Skye sighed. The truth was, she was feeling weirdly awkward around this new Scott, because – who was he, now? Obviously, her brother was not the pint-sized hero who'd towed her around the neighborhood in his Radio Flyer when they were little. And he wasn't the moody
whirlwind who'd basically dominated their lives for the past four years. And he wasn't, thank goodness, the cursing, raving Scott of last summer.

This new Scott, the Scott who had been e-mailing her for the past three months, seemed unfamiliar to Skye – as if, in the nine months that had passed since his accident, an entirely new person had been born.

This Scott – in his e-mails, anyway – could be angry and self-pitying, true. So could she. But he could also be funny, brave, and even optimistic, in spite of everything.

And he truly cared about her once more. They cared about each other.

But where had this new Scott McPhee been for the past four years, Skye wondered? Hidden, like the artist inside Danko Marshall?

And why had it taken a tragedy for that person to emerge?

It didn't seem to Skye as if their van had driven uphill at all, but it had; they were now only a few miles south of Santa Fe. There were puzzle pieces of snow by the road now, and many more bushes on the surrounding slopes.

It occurred suddenly to a half-awake Skye that there was so much horizon in this part of New Mexico – spreading for miles in a complete circle around her family's car –
that they must be somewhere near the exact center of the universe, or at least at the heart of the world. “X marks the spot,” she whispered sleepily.

“Huh?” Scott asked, removing his ear-buds once more.

“Tell you later,” Skye said, echoing her brother's earlier words.

26
Forever


N
o leftovers. That's the only bad thing about Thanks-giving in a hotel,” Skye said late Friday morning, the day after Thanksgiving, as she and Scott sat bundled up on a bench in chilly sunlight in Santa Fe's central plaza. Behind them, skeletal trees cast lacy shadows on the remains of the snow – dirt-sifted now – that had fallen a week earlier.

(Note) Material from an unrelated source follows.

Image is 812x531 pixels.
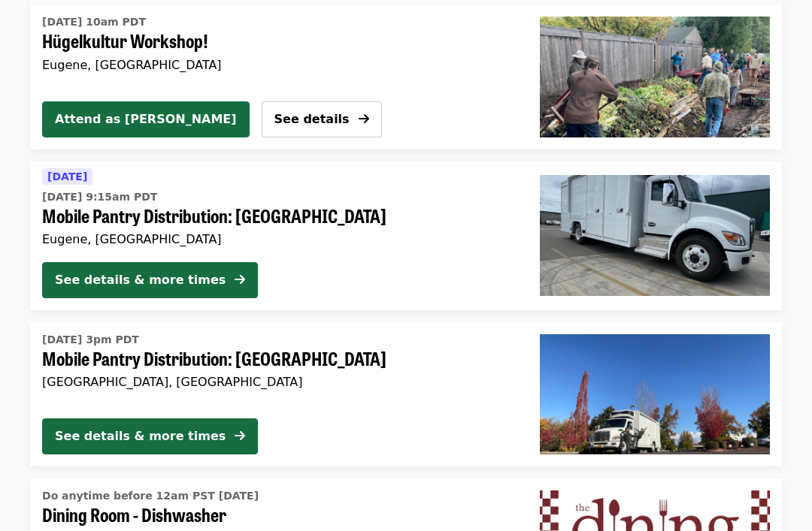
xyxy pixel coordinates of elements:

Skye had dreamed about Christmas in Santa Fe the night before, she suddenly remembered, surprised that her imagination had picked the wrong holiday to celebrate. It had been a lavender-blue twilight in her dream, and very cold, with snow decorating the tops of the town's adobe walls like white frosting on flat-roofed gingerbread houses, and she was all alone. But hundreds of
farolitos
lined every walkway and rooftop, and they warmed her with their glow.